Another way is for it to be a cooperative effort between the DM & Players. Again, this usually involves hand-waving time on the DMs part as far as tracking time goes, but the players can declare they'd like a rest, and the DM has to use his judgement, in collaboration with the players, on if this is reasonable to allow.

If you want, you can do strict time keeping, although you're probably want a player designated as the 'time keeper' who's entire purpose is to keep track of how much total time has passed. The PHB gives rules for rates of travel out of combat, including on the local exploration scale. Then on top of that, the DM needs to give the amount of time for other activities (checking out a room or clearing in the forest, recovering after a battle, etc). In older versions of D&D they actually had a time increment for all that called the "Turn", which was 10 minutes. That means you could just round up any activity to 10 min and have the time-keeper tick off another 10 min.

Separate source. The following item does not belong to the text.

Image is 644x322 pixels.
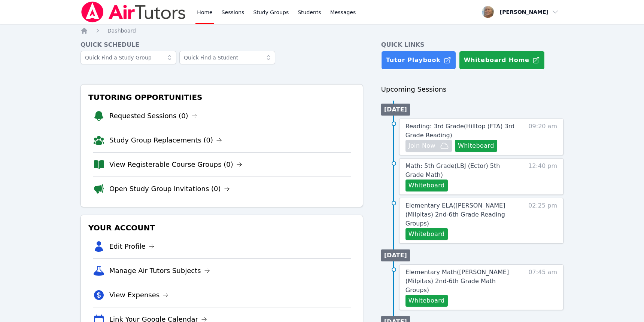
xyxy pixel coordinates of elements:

This can be combined with the players getting to choose when to rest, or the DM saying when it's safe, or something else.

Basically it boils down to several things, possibly on a sliding scale:
Is time handwaved, strictly kept, or some combination thereof?
Are rests generally under control of the DM, Players or some combination?
Are there well defined reasons rests can't occur (wandering monster checks, in predesignated 'dangerous' areas) or is it all decided based on DM fiat (with or without collaboration with the players)?

Personally I use wandering monsters, 10 min time increments, and a player who is the time-keeper, when the PCs are on/in an adventuring site or very dangerous area of wilderness. ie I'm 'zoomed' to the local adventure scale. In safer wilderness areas ('borderlands') it's on a 1 hour scale for travel and wandering monster checks. Rural areas or urban areas (when not adventuring in the area) I just hand-wave time. Rests are generally under player control, within the context of wandering monster checks, but sometimes I designate an area as too dangerous for a safe rest.

daimonionen
2016-12-21, 01:30 PM
Hm, okay. thanks

JakOfAllTirades
2016-12-21, 01:49 PM
It's basically as long as the narrative requires.

If the PCs aren't doing anything interesting (sitting around healing up after a battle, waiting for their ship to come in, whatever) just say "OK, a day passes." Done, a whole day went by just like that.

OTOH, if they're adventuring, their characters have to save the world before the next sunrise and they insist on stumbling through six or eight combats without taking a long rest (good luck, guys) a day could last several gaming sessions. Each battle should last a few minutes. A short rest lasts an hour. As GM you decide how long other activities (traveling, mapping, searching for traps and disarming them, parleying with NPCs) should take. Clock's ticking!

Both of those are extreme cases; it's usually somewhere in between.